According to the Basic Law, not much is required to gain this status: Article 140 of the Basic Law in conjunction with Article 137 paragraph 5 of the Weimar Constitution stipulates that religious communities can obtain such a status "if their constitution and the number of their members offer a guarantee of permanency." In this sense, not only Churches like the Catholic Church and the Protestant Church are recognised as "public bodies", the same rights have also long been enjoyed, for example, by the Jewish community in Berlin and the Jehovah's Witnesses.

Muslim communities of faith could soon be added to this list in significant numbers – if they so wish. In 2013, for example, the German federal state of Hesse granted the Ahmadiyya Muslim Jamaat, which has some 35,000 members, the status of a "public body". It was the first Muslim organisation in the state to be thus recognised. Incidentally, the request for recognition came from the Ahmadiyya Muslim Jamaat itself. The city state of Hamburg followed suit a year later. The fact that the Co-ordination Council of Muslims in Germany (KRM) deems the understanding of Islam espoused by this organisation to be incompatible with Islam is not relevant for the federal states.

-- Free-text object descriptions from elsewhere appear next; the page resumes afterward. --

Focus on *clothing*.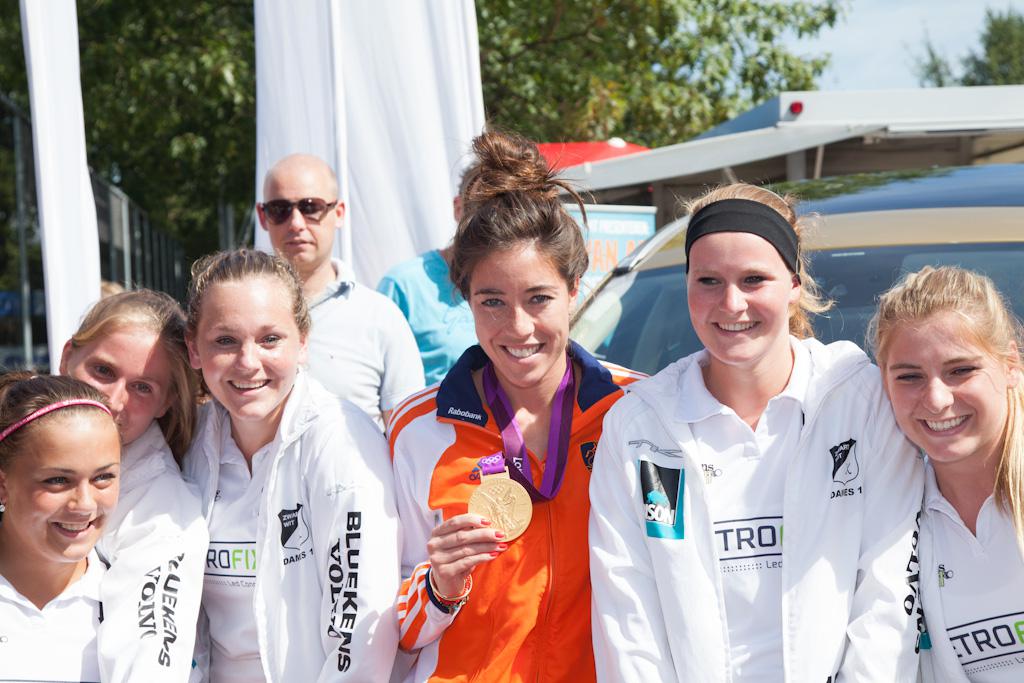
Focused at 93/415/201/682.
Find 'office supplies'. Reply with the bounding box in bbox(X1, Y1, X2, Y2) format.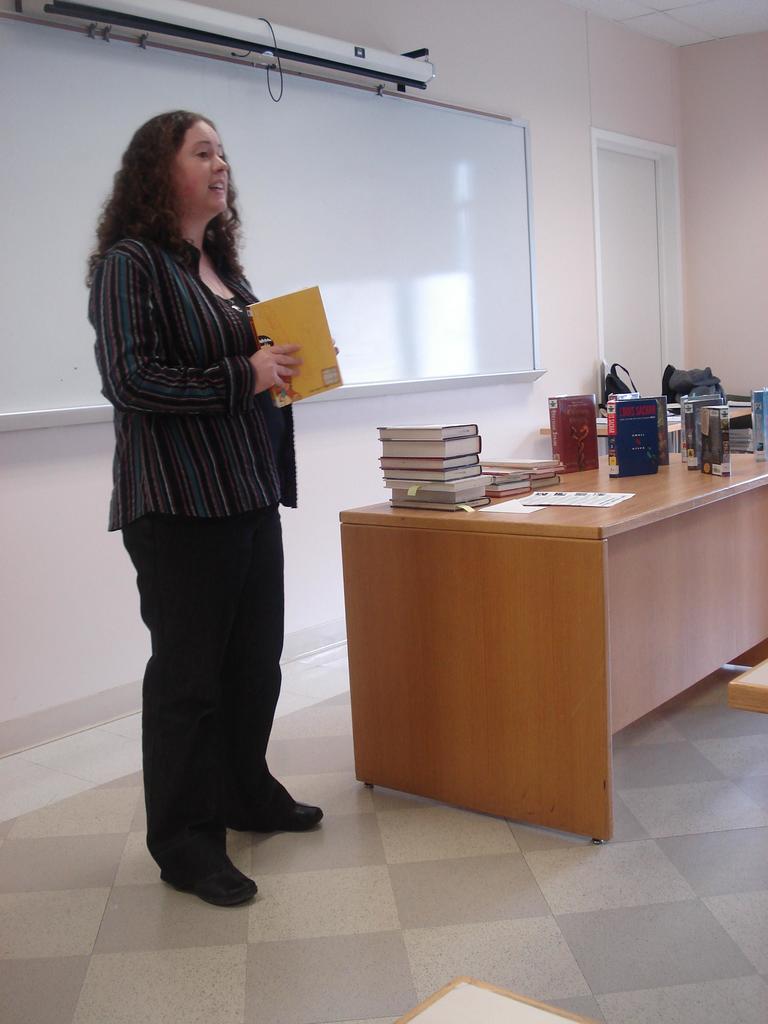
bbox(666, 364, 721, 416).
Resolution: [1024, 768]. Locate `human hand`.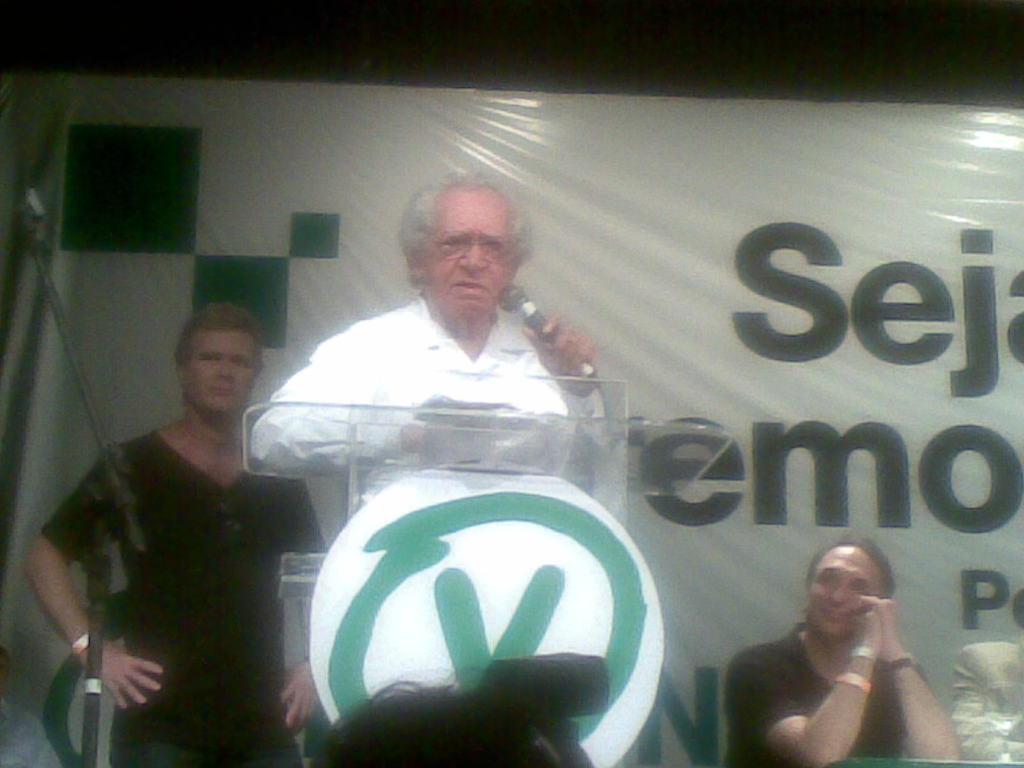
[left=854, top=594, right=902, bottom=662].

The Vienna Islamic Centre, Vienna, Austria (photo: picture-alliance/dpa)
The situation in Germany is fundamentally different from that in Austria. The Austrian Law on Islam has its roots in the Habsburg Empire, which reigned over one hundred years ago. This law was adopted after the annexation of Bosnia in order to grant legal certainty and freedom of religion to Bosnian Muslims

Guaranteed freedoms for members of all religions

The recognition of further Muslim associations or organisations as "public bodies" is not, therefore, the way to resolve difficulties relating to the co-existence of Muslims and the majority society and co-existence within the larger Muslim community.

Similarly, a Law on Islam like the one adopted by the Austrian National Council on 25 February this year would not meet these requirements either. The German federal legislature is authorised neither to circumvent the constitution by means of legislation nor to restrict the sovereignty of the federal states in this area. In addition, a federal law would not be able to overcome the institutional hurdles in the relationship between the state and Muslim organisations that result from Islam itself. This is why the Federal Government has opted once again for the German Islam Conference as a forum for dialogue.

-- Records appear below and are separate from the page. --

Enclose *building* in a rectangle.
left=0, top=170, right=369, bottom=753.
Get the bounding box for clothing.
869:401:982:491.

"Islam is part of Germany and of Europe; it is part of our present and it is part of our future," Schauble said in 2006. Since then, the conference, whose members include both representatives of the state and of Muslim associations but no longer any independent figures, has formulated numerous recommendations.

According to the constitution, it is task of the federal states and municipalities to take up these recommendations and implement them, whether it be in the form of local integration agreements, or legal provisions on Islamic religious instruction as a regular subject in public schools, as is the case in North Rhine-Westphalia, or in the form of a state treaty like the one that has been concluded in Hamburg with three Muslim associations on topics such as common values, Islamic holidays and religious support in hospitals, care homes or prisons.

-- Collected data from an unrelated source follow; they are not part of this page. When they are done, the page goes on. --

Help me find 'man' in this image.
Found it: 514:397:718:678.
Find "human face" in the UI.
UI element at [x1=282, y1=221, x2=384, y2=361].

Yet regardless of the institutional forms Islam assumes in Germany, one thing is clear: Article 4 paragraphs 1 and 2 of the Basic Law guarantees and protects basic rights such as the freedom of faith and of conscience and the freedom to profess a religious or philosophical creed – not only as a positive and negative freedom, but also at individual, collective and corporate level.

These guaranteed freedoms apply a priori to members of all religions. This means that Muslims in Germany not only have more freedoms than in most other countries where their religion shapes the legal system, they also have more rights.

Daniel Deckers

© Frankfurter Allgemeine Zeitung/Qantara.de 2015

Translated from the German by Jennifer Taylor

This is an abridged version of the original German text.